Surging Trump Dollar Risks Earthquake For Emerging Markets
Comment of the Day

November 25 2016

Commentary by David Fuller

Surging Trump Dollar Risks Earthquake For Emerging Markets

The resurgent ‘Trump’ dollar is setting off an incipient credit crunch across large parts of the world economy, forcing countries to tighten monetary policy or intervene in the exchange markets to defend their currencies.

The dollar index (DXY) reached a fresh 14-year high of 102 overnight as global markets rotate violently into the US “reflation trade’, betting that Donald Trump’s eye-watering fiscal expansion will prove a replay of Reaganomics in the early 1980s.

Rocketing US bond yields have triggered a global stampede into US assets, draining the international system of dollar liquidity. It is the exact opposite of what happened in the glory days of the emerging market boom when quantitative easing by the US Federal Reserve flooded the world with cheap dollar credit.

The Indian rupee fell to a record low of 68.87 to the dollar on Thursday as foreign investors continue to pull money out of emerging market funds at the fastest rate since the China panic last August.

Traders say China’s central bank has been intervening heavily over recent days to slow the slide in the yuan, fearing that capital outflows could escalate into a full blown-cascade. The currency reached a six-year low of 6.96 against the dollar on the offshore market in Hong Kong, approaching the psychological threshold of 7 RMB that could the rattle nerves of Chinese investors.

Interbank lending rates have climbed for the last eleven days in a row in Shanghai, an even longer stretch than during the ‘taper tantrum’ in May 2013 when the Fed first began to talk tough. Shibor rates have been spiking across all maturities.

“In our view this could be even more serious than the taper tantrum in 2013,” said Stephen Jen from Eurizon SLJ Capital.

Mr Jen said higher bond yields and borrowing costs may be appropriate for America in its current particular circumstances, but they are toxic for most emerging markets still struggling with the fall-out from debt bubbles. 

“The US is out of synch with the rest of the world, and under Trump there will now be an ‘America First’ policy so they won’t to care what happens to anybody else,” he said.

The core problem is that global finance is more dollarized today than at any time in history, with $10 trillion of dollar debt trading globally outside US jurisdiction and beyond full control, up fivefold since 2002.

David Fuller's view

This is why I expect to see a continuation of somewhat choppy stock markets over the next three to four years as the world moves away from quantitative easing (QE), towards infrastructure spending leading to a gradual improvement in the global economy and an eventual normalisation of interest rates, albeit at lower levels than we have seen in previous cycles over the decades. 

The main reason for this is the disinflationary influence of an accelerating rate of technological innovation, which has many benefits in terms of efficiencies and keeping inflation lower than in previous cycles over the last several decades.

Clearly, the global economy is not synchronised in this process of emergence from QE.  Instead, the world’s largest economy is running ahead, while the European Union (EU) and some emerging and frontier markets are lagging well behind.  This will cause some turbulence, leading to risks but also opportunities.  I have discussed this in more detail in the Friday big picture Audio.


■ **WHAT YOU WILL DO**
Find the string "plot" in the records. Copy every line it appears in.

■ **DATA TO EXAMINE**

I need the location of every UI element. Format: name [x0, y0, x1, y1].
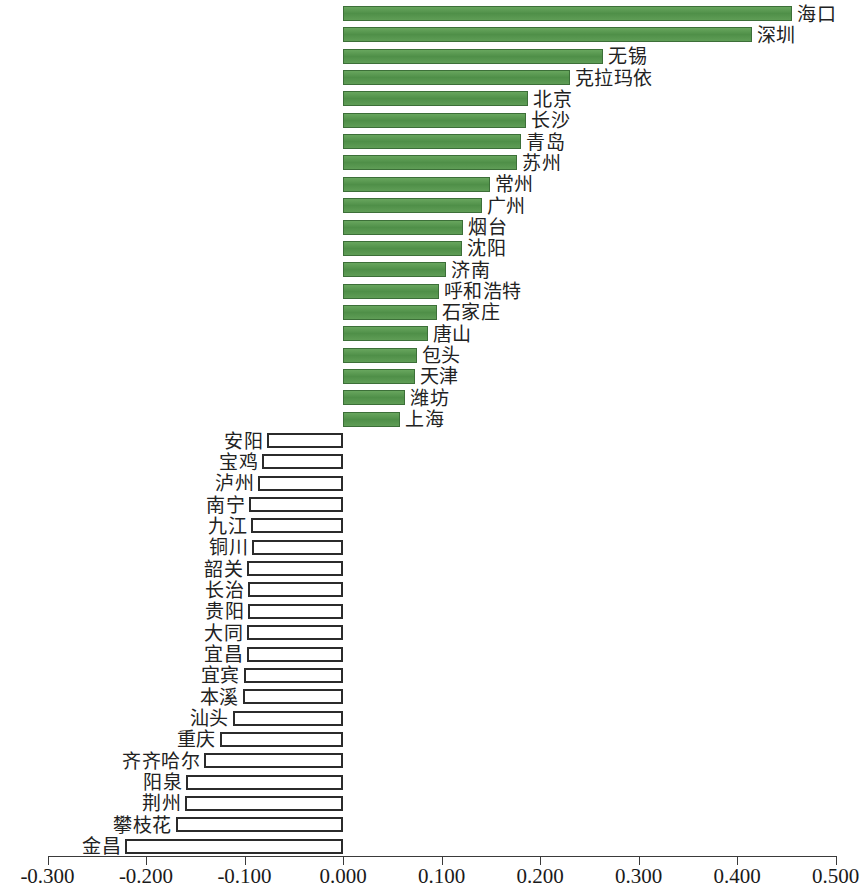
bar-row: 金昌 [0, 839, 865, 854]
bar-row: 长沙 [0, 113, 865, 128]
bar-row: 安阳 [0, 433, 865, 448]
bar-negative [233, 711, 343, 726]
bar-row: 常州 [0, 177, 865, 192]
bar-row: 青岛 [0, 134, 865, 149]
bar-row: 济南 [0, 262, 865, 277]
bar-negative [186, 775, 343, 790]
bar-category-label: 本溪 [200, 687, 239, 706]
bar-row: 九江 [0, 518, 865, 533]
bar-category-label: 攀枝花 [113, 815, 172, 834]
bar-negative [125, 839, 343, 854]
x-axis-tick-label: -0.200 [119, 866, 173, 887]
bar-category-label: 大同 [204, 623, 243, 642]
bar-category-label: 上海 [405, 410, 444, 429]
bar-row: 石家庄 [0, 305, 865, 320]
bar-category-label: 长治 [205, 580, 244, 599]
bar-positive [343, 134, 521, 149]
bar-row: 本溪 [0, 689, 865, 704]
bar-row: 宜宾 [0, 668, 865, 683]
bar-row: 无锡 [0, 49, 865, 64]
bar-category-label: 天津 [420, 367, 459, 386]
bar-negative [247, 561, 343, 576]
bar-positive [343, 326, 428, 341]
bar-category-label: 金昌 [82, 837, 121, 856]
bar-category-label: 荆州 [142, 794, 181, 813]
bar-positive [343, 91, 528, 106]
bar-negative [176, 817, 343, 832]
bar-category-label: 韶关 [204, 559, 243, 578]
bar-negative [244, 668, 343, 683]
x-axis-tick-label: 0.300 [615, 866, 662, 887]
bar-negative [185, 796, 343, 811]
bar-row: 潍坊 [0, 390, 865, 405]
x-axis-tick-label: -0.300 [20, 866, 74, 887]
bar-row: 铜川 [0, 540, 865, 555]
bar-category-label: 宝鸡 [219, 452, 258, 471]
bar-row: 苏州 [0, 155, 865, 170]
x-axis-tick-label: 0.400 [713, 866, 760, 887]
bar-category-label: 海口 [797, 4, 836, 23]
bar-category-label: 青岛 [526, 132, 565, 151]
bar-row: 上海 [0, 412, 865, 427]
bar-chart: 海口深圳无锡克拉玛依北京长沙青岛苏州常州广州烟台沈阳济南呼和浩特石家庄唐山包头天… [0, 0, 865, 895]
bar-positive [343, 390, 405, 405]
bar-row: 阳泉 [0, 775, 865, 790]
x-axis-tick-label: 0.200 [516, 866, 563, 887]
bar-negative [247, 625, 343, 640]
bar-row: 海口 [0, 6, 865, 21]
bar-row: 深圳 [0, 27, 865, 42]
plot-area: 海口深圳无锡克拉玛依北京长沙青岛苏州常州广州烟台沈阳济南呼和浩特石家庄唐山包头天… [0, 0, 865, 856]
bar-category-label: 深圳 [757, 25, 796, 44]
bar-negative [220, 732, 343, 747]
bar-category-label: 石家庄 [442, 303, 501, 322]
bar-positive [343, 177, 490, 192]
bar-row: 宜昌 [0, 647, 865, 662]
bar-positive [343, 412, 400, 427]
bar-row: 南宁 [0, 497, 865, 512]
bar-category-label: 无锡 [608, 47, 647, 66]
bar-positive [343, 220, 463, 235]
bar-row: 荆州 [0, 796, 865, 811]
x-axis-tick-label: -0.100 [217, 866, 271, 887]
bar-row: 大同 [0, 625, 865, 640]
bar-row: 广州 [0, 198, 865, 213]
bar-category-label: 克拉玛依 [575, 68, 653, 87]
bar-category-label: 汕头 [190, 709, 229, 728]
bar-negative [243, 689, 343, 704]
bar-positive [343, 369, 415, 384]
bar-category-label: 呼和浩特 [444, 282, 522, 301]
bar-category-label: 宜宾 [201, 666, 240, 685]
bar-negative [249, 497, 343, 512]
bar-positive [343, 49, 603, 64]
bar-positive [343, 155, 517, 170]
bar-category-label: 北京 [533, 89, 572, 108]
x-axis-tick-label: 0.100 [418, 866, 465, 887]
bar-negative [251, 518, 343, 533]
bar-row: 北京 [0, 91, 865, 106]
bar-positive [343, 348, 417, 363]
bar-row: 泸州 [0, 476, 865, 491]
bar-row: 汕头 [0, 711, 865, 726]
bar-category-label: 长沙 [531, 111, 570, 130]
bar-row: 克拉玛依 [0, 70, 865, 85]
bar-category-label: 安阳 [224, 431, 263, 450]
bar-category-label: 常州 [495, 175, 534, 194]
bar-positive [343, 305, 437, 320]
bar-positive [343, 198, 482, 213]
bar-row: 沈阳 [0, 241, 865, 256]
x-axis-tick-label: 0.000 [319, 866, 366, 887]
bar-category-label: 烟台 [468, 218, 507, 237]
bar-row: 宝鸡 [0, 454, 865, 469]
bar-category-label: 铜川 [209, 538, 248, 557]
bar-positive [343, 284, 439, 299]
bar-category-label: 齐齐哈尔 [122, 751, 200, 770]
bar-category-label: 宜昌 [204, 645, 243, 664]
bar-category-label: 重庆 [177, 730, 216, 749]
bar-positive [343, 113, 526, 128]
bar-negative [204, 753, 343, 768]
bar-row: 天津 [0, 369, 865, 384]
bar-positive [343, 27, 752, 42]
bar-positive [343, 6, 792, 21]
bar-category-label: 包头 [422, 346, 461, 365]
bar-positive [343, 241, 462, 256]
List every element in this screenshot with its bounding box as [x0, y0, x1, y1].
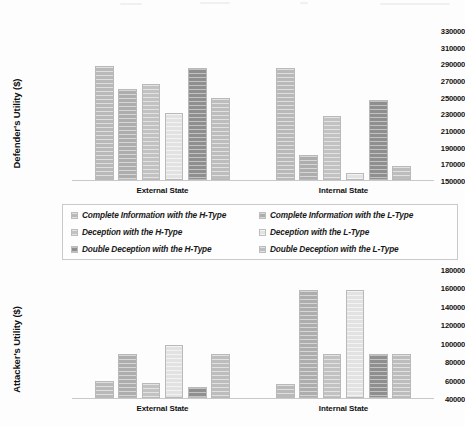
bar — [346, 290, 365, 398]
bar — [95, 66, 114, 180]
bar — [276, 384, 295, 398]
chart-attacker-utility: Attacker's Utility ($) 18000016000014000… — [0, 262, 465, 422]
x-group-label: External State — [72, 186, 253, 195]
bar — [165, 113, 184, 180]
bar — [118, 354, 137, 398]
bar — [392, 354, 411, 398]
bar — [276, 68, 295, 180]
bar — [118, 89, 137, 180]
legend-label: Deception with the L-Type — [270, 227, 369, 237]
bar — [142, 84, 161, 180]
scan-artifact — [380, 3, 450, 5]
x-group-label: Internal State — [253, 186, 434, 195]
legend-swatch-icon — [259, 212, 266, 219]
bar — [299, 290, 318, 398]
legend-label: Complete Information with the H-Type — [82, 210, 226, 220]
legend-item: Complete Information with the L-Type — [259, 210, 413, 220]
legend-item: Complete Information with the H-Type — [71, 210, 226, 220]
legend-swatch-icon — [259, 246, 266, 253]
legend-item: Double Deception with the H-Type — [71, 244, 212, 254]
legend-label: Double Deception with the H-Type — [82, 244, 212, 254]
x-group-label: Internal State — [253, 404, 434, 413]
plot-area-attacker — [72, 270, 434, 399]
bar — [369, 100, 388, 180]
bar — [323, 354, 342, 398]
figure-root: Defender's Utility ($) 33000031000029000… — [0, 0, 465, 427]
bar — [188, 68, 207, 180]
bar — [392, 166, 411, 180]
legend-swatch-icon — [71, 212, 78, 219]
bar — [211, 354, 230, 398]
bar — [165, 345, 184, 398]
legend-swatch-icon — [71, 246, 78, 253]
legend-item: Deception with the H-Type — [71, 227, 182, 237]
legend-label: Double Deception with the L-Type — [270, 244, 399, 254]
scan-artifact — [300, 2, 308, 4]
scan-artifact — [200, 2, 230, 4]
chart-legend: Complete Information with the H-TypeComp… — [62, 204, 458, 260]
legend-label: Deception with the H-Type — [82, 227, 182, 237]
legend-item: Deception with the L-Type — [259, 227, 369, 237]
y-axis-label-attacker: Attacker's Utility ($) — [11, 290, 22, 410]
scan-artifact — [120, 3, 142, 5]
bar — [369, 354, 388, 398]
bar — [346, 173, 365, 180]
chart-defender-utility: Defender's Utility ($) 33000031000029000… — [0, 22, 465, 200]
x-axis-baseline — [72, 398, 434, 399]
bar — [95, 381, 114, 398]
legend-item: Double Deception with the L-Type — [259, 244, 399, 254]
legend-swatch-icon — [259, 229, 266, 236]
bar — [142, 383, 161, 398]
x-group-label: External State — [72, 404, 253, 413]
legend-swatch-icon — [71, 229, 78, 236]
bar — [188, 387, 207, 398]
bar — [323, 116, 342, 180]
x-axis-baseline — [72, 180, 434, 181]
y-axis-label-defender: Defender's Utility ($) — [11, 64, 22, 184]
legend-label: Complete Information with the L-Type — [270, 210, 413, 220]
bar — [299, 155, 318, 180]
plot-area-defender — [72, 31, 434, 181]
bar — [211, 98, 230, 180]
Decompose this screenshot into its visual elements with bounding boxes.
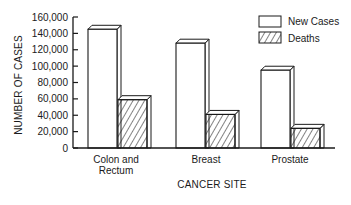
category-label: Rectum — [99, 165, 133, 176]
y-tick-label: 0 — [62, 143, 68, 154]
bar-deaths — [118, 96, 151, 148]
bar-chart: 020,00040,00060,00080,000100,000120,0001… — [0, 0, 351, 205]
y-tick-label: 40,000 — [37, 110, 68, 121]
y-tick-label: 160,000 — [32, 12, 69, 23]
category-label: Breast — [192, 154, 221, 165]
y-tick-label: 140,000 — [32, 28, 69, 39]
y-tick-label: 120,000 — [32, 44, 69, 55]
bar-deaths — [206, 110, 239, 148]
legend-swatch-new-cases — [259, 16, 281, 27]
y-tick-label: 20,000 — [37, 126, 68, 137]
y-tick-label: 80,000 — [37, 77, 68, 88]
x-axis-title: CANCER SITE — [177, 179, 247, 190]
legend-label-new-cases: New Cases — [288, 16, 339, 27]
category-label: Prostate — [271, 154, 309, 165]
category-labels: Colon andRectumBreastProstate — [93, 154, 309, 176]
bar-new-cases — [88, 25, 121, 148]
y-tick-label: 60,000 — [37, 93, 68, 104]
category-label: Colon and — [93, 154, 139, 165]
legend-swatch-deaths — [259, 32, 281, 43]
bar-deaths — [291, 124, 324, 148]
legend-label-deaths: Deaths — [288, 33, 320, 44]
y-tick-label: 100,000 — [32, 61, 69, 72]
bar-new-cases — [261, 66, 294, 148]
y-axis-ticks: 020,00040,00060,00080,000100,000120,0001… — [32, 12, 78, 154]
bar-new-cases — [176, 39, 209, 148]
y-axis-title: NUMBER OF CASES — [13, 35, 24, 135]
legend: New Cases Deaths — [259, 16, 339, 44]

■ **OUTPUT FOR THIS TASK**
plot-area: 海口深圳无锡克拉玛依北京长沙青岛苏州常州广州烟台沈阳济南呼和浩特石家庄唐山包头天… [0, 0, 865, 856]
plot-area-attacker — [72, 270, 434, 399]
plot-area-defender — [72, 31, 434, 181]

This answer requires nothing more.